Thursday 11 July 2013

Writing about beer is like…

Writing about beer is like dancing about architecture. Can’t remember who wrote that, if anyone ever wrote it, or did someone write that writing about beer is like painting with concrete? I’ve seen stuff that says that writing about music is like dancing about architecture, but I’m sure there’s a similar reference to writing about beer, but I’ve got better things to do with the heedless rush towards extinction that we give the title life to check that out. Or maybe it’s just some clever dick that said it on their blog or somewhere.

I write about beer, write on beer, write with beer in mind, write with a beer to hand, drink beer and then write about it; I go to pubs and write about pubs and what people say in them and what they eat and what they drink and what the pub looks like; I write about breweries and what they look like and about the beers they make and about the people who work there and about the history of the brewery that stands wherever it stands. So I write about beer and am pleased and proud and punch drunk to write about it. I don’t dance.

Do wine writers feel the need to analyse what they write about, to defend what they write about, to bat off half baked jokes about the best job in the world, thus implying that the beer writer is permanently pickled (if that was the case I’d get nothing done). Of course not, their trade has a history going back a long time, there’s a reverence and a religiosity about what they do, but hold on a minute you could also say that Alfred Barnard was writing about beer, that Julian L Baker was writing about beer, that Andrew Campbell was writing about beer, so writing about beer does have a history, albeit a history that is hidden.

It’s no longer a hidden history though: this year sees the 25th anniversary of the founding of the British Guild of Beer Writers, whose first meeting was in a pub (the Horniman, Hay’s Wharf, you can read the minutes here). As far as I know none of the current members know how to dance to anything, never mind architecture, but they do know how to write about beer, to write about pubs, to write about breweries and for that I give much thanks to the Guild.


I’m the Secretary of the Guild but this post came about because I had the first line and wanted to see where I would go with it rather than any desire to plug the Guild, that’s the beauty of blogging, you never know where you’re going to end up when you start with that empty page and a sequence of letters that eventually form words that eventually shift themselves into sentences. It’s a bit like making music, which brings us around to dancing once more.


• _What the task requires_: Go through the entries below and pick out every line with "button".

• _Source information_:
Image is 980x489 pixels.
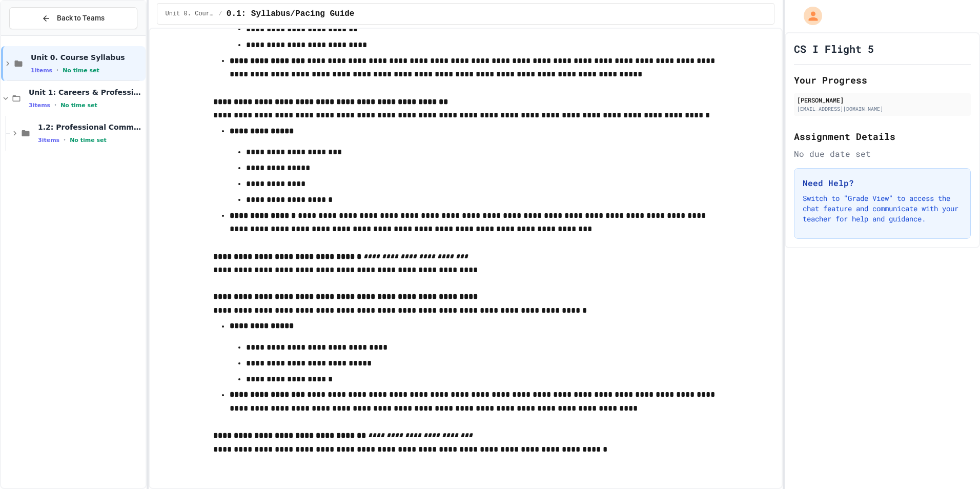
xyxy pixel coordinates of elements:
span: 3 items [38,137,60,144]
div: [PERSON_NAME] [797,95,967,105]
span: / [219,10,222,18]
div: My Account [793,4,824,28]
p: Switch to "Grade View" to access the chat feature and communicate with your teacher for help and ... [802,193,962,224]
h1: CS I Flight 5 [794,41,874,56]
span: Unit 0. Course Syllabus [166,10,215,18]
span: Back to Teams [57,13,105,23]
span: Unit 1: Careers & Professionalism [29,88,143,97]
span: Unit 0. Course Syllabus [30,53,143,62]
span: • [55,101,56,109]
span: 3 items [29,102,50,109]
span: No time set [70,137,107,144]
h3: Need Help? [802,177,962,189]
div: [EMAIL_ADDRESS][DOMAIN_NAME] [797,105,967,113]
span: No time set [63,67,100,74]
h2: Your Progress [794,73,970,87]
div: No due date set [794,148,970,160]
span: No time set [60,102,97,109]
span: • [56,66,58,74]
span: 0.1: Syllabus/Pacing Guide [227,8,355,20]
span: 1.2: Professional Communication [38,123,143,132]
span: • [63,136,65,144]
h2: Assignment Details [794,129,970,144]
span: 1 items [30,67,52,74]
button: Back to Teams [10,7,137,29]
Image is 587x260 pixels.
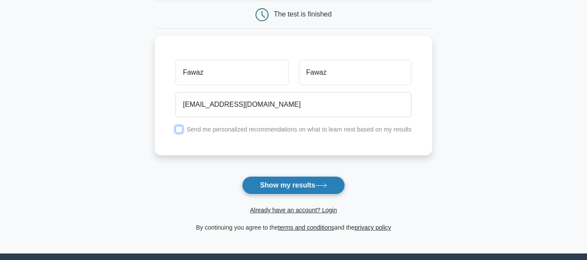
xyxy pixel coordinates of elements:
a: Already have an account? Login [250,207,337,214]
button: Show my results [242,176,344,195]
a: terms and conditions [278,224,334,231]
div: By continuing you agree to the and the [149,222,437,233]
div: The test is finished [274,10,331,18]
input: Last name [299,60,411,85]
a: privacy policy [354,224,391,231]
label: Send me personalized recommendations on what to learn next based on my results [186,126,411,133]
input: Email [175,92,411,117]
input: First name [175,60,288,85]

• _Written solution_:
button: Back to Teams [10,7,137,29]
button: Show my results [242,176,344,195]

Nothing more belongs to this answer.